Within the marx data, we have 28 weeks and chances are good the first and last are partial weeks. For this exercise I am just picking out a subset so it’s somewhat manageable. I first pick out the source countries and destination hosts within that time period and the aggregate the date into time series data at 5-minute intervals.
The Payload
The “trick” to the this whole thing is to create a blank plot and add each data element using the base graphics within R. No fancy ggplot
for this one. Each point is added with points()
, the bar charts on the each side are created with rect()
, the labels are all text()
elements and each frame of this video is created individually and sequentially numbered.
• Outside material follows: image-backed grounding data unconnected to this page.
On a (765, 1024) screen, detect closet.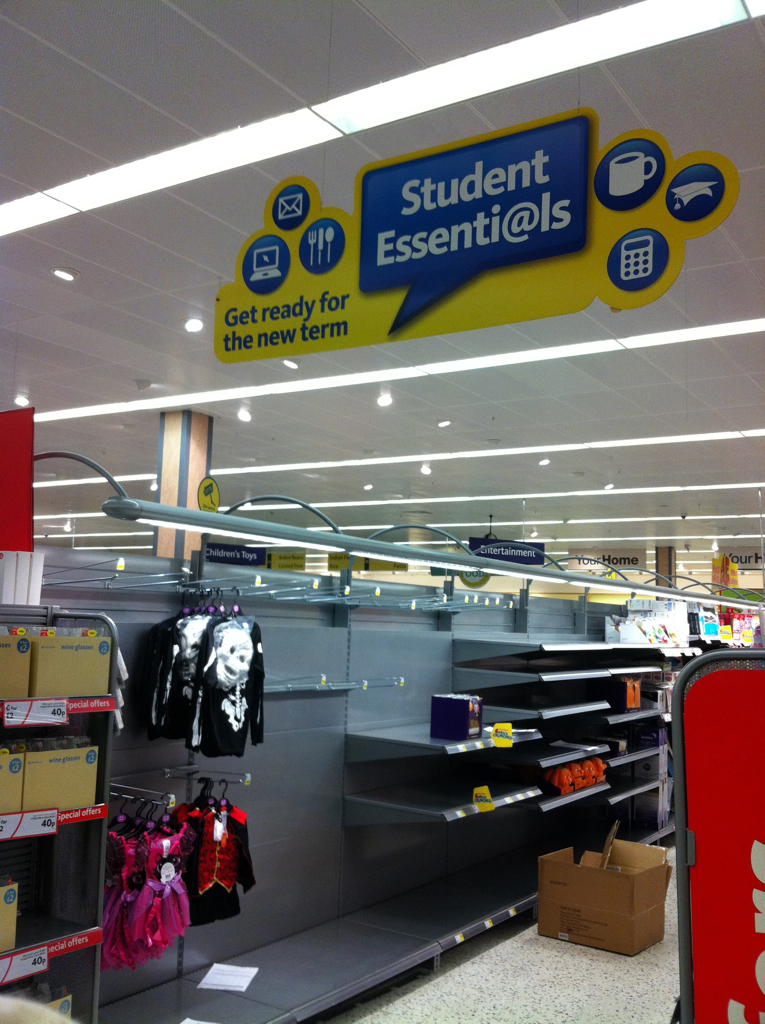
Rect(103, 789, 195, 968).
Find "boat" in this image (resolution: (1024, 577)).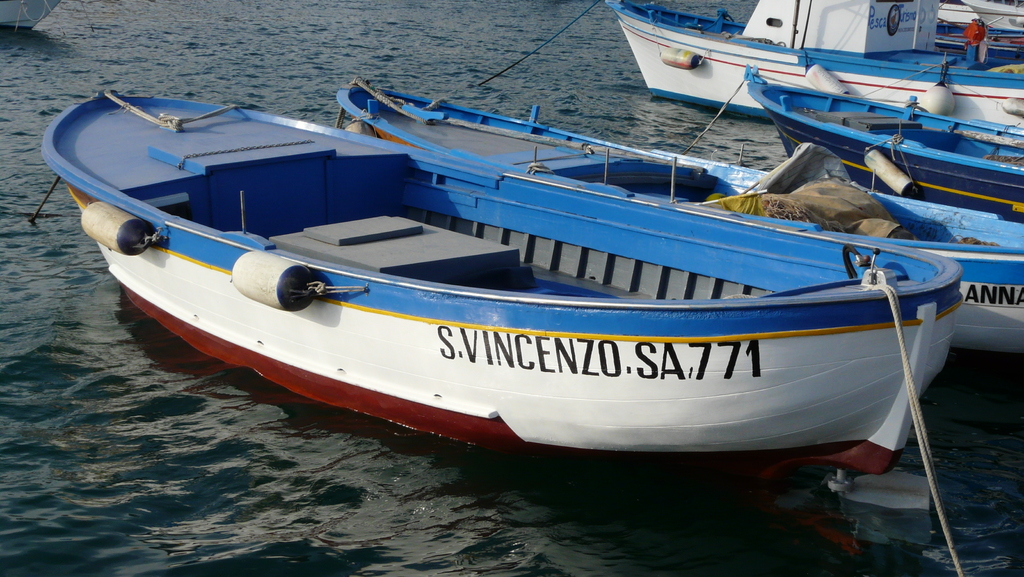
{"x1": 742, "y1": 65, "x2": 1023, "y2": 223}.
I ended up creating 8,134 frames and it took just over 40 minutes (I think the png size here took a lot of time). Once all of the images were created, I used the avconv tool (just like in the tutorial I posted earlier) and generated an HD image to upload to youtube.
This is the end result:
The colors are unique for each source and the size of the balls are relative to the number of packets in a 5-minute window. One interesting little twist I did is for each ball: I do a tiny rnorm()
on the destination, giving a little sense of randomness to the video. Without that it looked too machine-like as they just went in a straight and repeating line.
Some things that are interesting about this:
- Vietnam kicks off two sustained scans of almost all the hosts at 1:12 and 4:04 in the video. This is rather interesting because these hosts are spread out all over the world and the source would have no way to know that these hosts were related. This means they either scanned all AWS space across the world or they were scanning the whole internet. No idea which.
- At 4:28, a source in Iran did a massive port scan of the single host in Tokyo creating a huge point on the screen and the counts for each to jump way up. At first it filled the whole screen and I had no idea why the screen was filling with a single color. I ended up taking the square root of the packet count to feed into the size parameter.